In traditional parlance, Benedict’s resignation leaves the Chair of St. Peter “vacant.” So I propose that American Catholics vacate the pews this weekend.

We should seize this opportunity to ask what is true in our faith, what it costs us in obfuscation and moral compromise, and what its telos, or end purpose, really is. And we should explore other religious traditions, which we understand poorly.

He is absolutely correct about the need to ask “what is true in our faith,” but the beginning and end of the search does not take place in spiritual lone rangers exploring on their own. The source and goal is the community, is relationship, is Body of Christ. What is most true about our faith is the radicality of relationship: with God, with others, with all of creation.

What Elie, probably with the best intentions, is suggesting misses the point of his aim. If he wants Christian women and men to be more committed to their faith, more aware of the ethical and praxiological implications of the Gospel they profess, more interested in working for justice and peace — then they should fill the pews this Sunday and every Sunday.

And, if this is Elie’s point, they shouldn’t stop there! They should form small faith communities, engage in outreach and work to fight injustice in our communities, reflect on the word of God and its implications for today, consider learning more about the actual meaning of the liturgy and the history of the church and the significance of doctrinal faith claims.

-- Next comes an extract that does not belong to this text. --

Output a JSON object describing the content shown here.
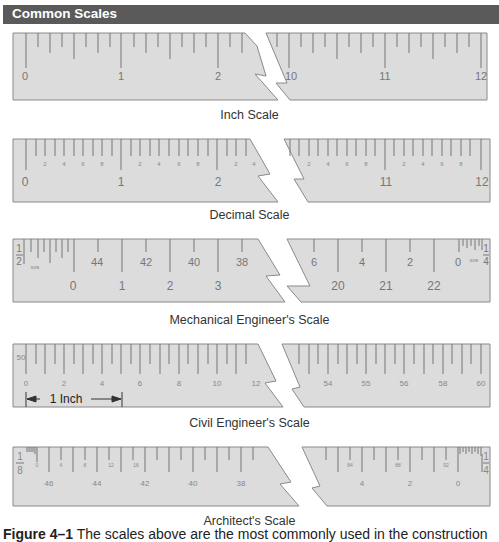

Elie’s suggestion bears the same offensive logic that certain politicians who used the “self-deportation” rhetoric does. His call is for “self-excommunication” — literally moving outside of regular communion and participation in the life of the community, the Body of Christ, which is the church.

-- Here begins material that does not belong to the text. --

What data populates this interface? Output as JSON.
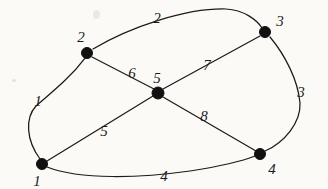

I’ve got news for you, Paul Elie, change doesn’t happen outside the church according to your proposal. Change happens through those who are committed to the real meaning of what it is we do when we gather together as the Body of Christ, regardless of how it might appear on the surface, to renew ourselves in our mission and our fundamental identity. Change is ushered in by the wisdom of those who strive to understand their faith — the very definition of theology according the Anselm of Canterbury: Faith seeking understanding. Change in the church is the work of the Spirit uniting and moving the People of God, which is a Pilgrim people, closer to the Creator who lovingly brought us into being and always already desires to be in relationship with us. 

To suggest that we forgo that relationship in order to be more individualistic is a sad and misguided suggestion indeed. I understand the frustration expressed in this advice, I feel it too, but “giving up your pew” this weekend is not the answer.